What changed
RBI introduced a new Master Direction on Minimum Capital Requirements for Operational Risk, replacing the Basic Indicator Approach, Standardised Approach, Alternative Standardised Approach, and Advanced Measurement Approach with the Basel III Standardised Approach. The new method uses a Business Indicator, Business Indicator Component, and Internal Loss Multiplier to compute capital. The effective date for implementation will be communicated separately.
What it means for you
Banks must prepare for a more granular operational risk capital calculation based on financial statement components and internal loss history. The Internal Loss Multiplier will penalize banks with higher historical losses, potentially increasing capital requirements for those with weak operational risk controls. Lenders need to enhance loss data collection and validation systems to comply with the new framework.
What you must do
- Review and update operational risk loss data collection processes to ensure accuracy for Internal Loss Multiplier calculation.
- Train risk and finance teams on the new Business Indicator and Business Indicator Component computation methodology.
- Assess the impact of the new Standardised Approach on current capital adequacy ratios and plan for any capital shortfall.
- Monitor RBI communication for the effective date and any transitional arrangements.
- Align internal policies and systems with the definitions and components outlined in the Master Direction.
Who it affects
All Commercial Banks (excluding Local Area Banks, Payments Banks, Regional Rural Banks, and Small Finance Banks), Risk management departments, Finance and capital planning teams, Internal audit and compliance functions
When will the new operational risk capital rules take effect?

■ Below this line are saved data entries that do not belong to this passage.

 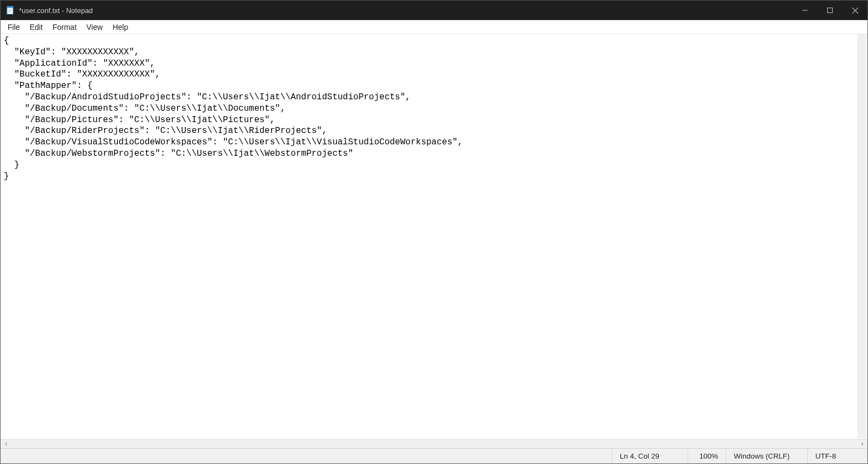 What do you see at coordinates (434, 10) in the screenshot?
I see `titlebar: *user.conf.txt - Notepad` at bounding box center [434, 10].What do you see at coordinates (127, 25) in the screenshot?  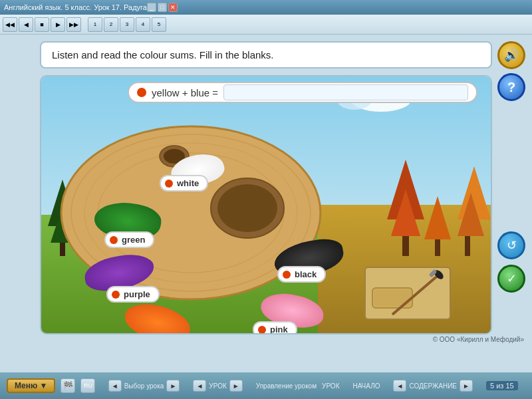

The effective date has not been announced yet. RBI will communicate it separately. Until then, banks must continue using the existing Basel III capital circular instructions.
Which banks are covered under this Master Direction?
All Commercial Banks, including banking companies, corresponding new banks, and State Bank of India, are covered. Local Area Banks, Payments Banks, Regional Rural Banks, and Small Finance Banks are excluded.
What is the Internal Loss Multiplier and how does it affect capital?
The Internal Loss Multiplier is a scaling factor based on a bank's average historical losses and the Business Indicator Component. It adjusts capital upward for banks with higher loss history, incentivizing better operational risk management.